Advertisement

Off-Ice Distractions May Be Hurting Canucks : NHL: Contract problems with key players, or coaching change, might be keeping 1994 Stanley Cup finalists at the bottom of Western Conference.

Share
TIMES STAFF WRITER

There are plenty of theories about what has happened to the Vancouver Canucks, but there’s one indisputable fact.

The Canucks, Stanley Cup finalists last June, are in last place in the Western Conference, mingling with the Mighty Ducks and the Dallas Stars.

Since they lost to the New York Rangers in Game 7 of the finals, the Canucks have won two games.

Advertisement

It sounds almost. . . . King-like , if you remember their plummet from Stanley Cup finalists to out of the playoffs.

Is it post-Cup letdown, delayed by the lockout? Is it the distraction of contract squabbles involving--well, it only seems like half the team--but most notably Pavel Bure, Murray Craven and Trevor Linden? Or is it the coaching transition, from Pat Quinn, the silent type, to former assistant coach Rick Ley, the in-your-face type still feeling out his new role?

“To be quite honest,” Ley said, “if I had my finger on the pulse of it, I think we would clear it up.”

So, pick your theory.

After the intensity of the playoffs, when every game seems like life or death, maybe the Canucks have struggled to put aside their disappointment and get up for a bland little 48-game season.

“Maybe we weren’t quite prepared to pay the physical price we paid in the playoffs,” Ley said. “But we’d better start paying it or we won’t be in the playoffs.”

Maybe it’s the case of Bure, the team’s mercurial star.

Bure is unhappy the team refused to pay the $1.5 million that he and agent Ron Salcer contend was guaranteed despite the lockout. But Bure reported to camp once the Canucks agreed to put the money in escrow and let an arbitrator decide it.

“I think Pavel can separate that from the game and come to the rink with his game face on,” Ley said. “That might distract him off the ice, though.”

Advertisement

And how’s this for a distraction? The New York Post, which has been wrong before, printed a headline last week that screamed, approximately, “BURE TO DEVILS?” Quinn, Vancouver’s general manager and president, called it yellow journalism and there were scoffs of absurdity all around, but just thinking about life without Bure has to unsettle the team.

Linden, the captain, is in his option year and the sides are far apart as they negotiate an extension. It goes on and on, except for defenseman Jeff Brown, who actually resolved his contract situation last week, re-signing for $7.8 million over four years and quickly responding with a two-goal game.

Then there’s Craven, a case so ridiculously drawn out it seems it could happen only in the NHL.

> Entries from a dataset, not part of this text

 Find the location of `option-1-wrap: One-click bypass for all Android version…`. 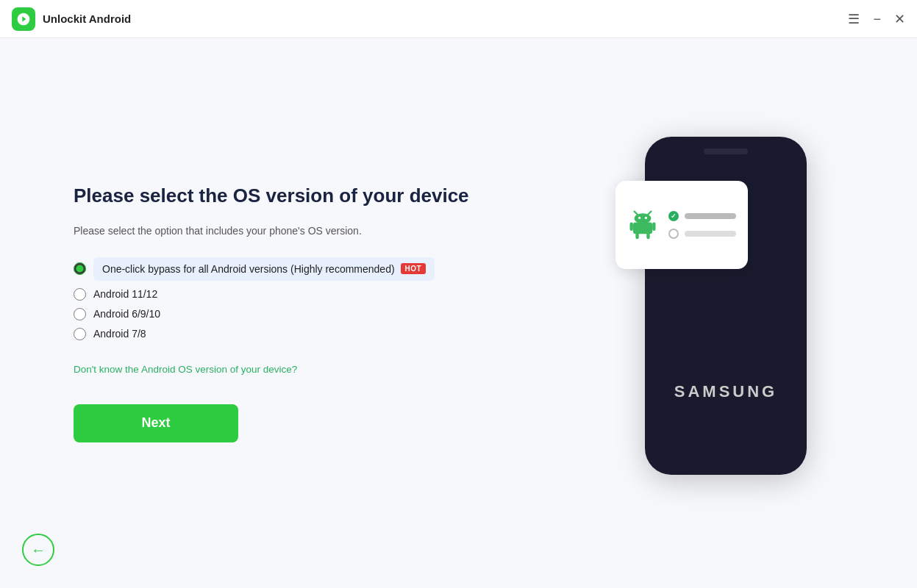

option-1-wrap: One-click bypass for all Android version… is located at coordinates (264, 269).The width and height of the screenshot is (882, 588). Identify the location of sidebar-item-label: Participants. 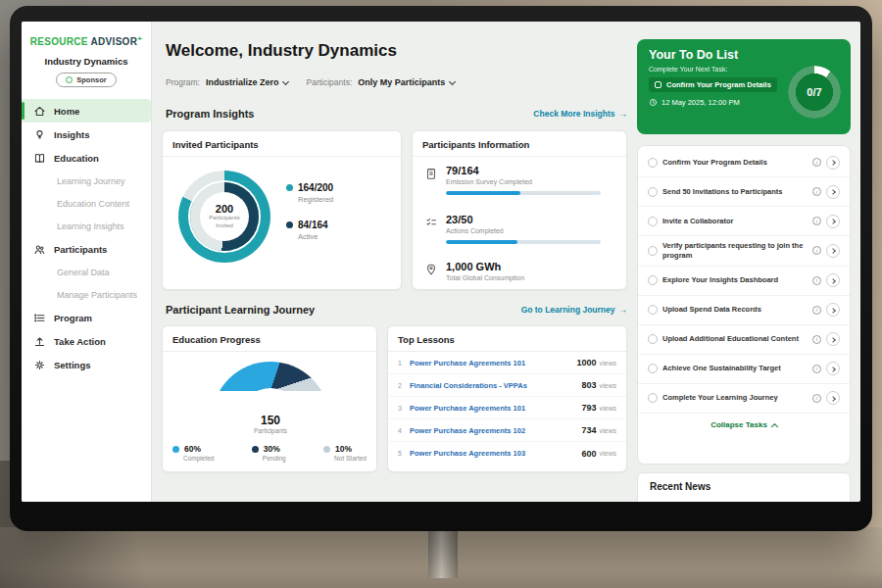
(80, 249).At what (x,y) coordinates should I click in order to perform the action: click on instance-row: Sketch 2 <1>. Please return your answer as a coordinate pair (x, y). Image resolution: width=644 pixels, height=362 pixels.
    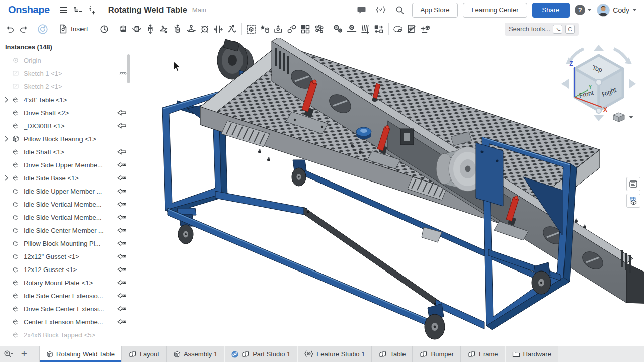
    Looking at the image, I should click on (66, 86).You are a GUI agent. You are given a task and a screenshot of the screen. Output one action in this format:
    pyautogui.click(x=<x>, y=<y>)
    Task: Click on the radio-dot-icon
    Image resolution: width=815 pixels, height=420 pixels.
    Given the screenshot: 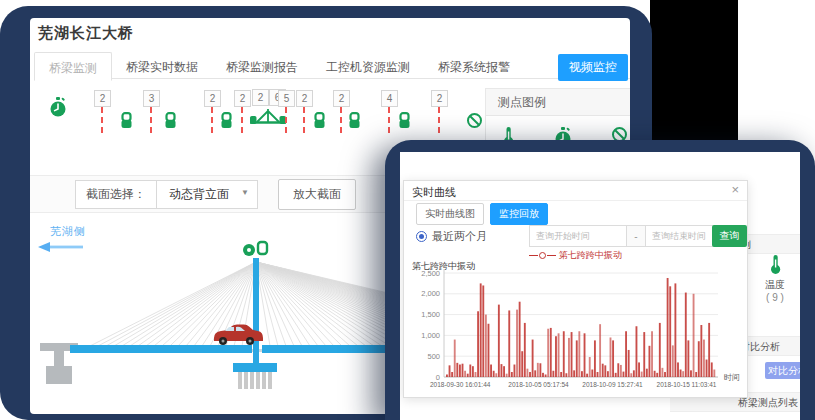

The veteran winger has spent this season in limbo, waiting for an arbitrator to decide whether he is an unrestricted free agent or a restricted one, which would require any team that signs him to compensate the Canucks--who basically are waiting to officially lose him to another team. All that has to be decided is whether they get anything in return.

The crux of the dispute is whether Craven, who made $570,000 last season and has at least 10 years in the NHL, made more or less than the NHL average. If more, he is a restricted free agent. If less, unrestricted. But the NHL and the NHL Players Assn. can’t agree on what the average was. They’re waiting for arbitrator George Nicolau--who heard further arguments Thursday--to decide.

“That’s probably had the most effect,” Ley said. “He helped the team succeed, and now he’s not with us. He has a lot of friends in there who are waiting for it to be resolved. We’re waiting for it to be done and put to bed.”

Advertisement

The Canucks need to pick up the pace to avoid being put to bed before the playoffs. It’s not too late. It usually takes .500 hockey to make it--and they’re three games under.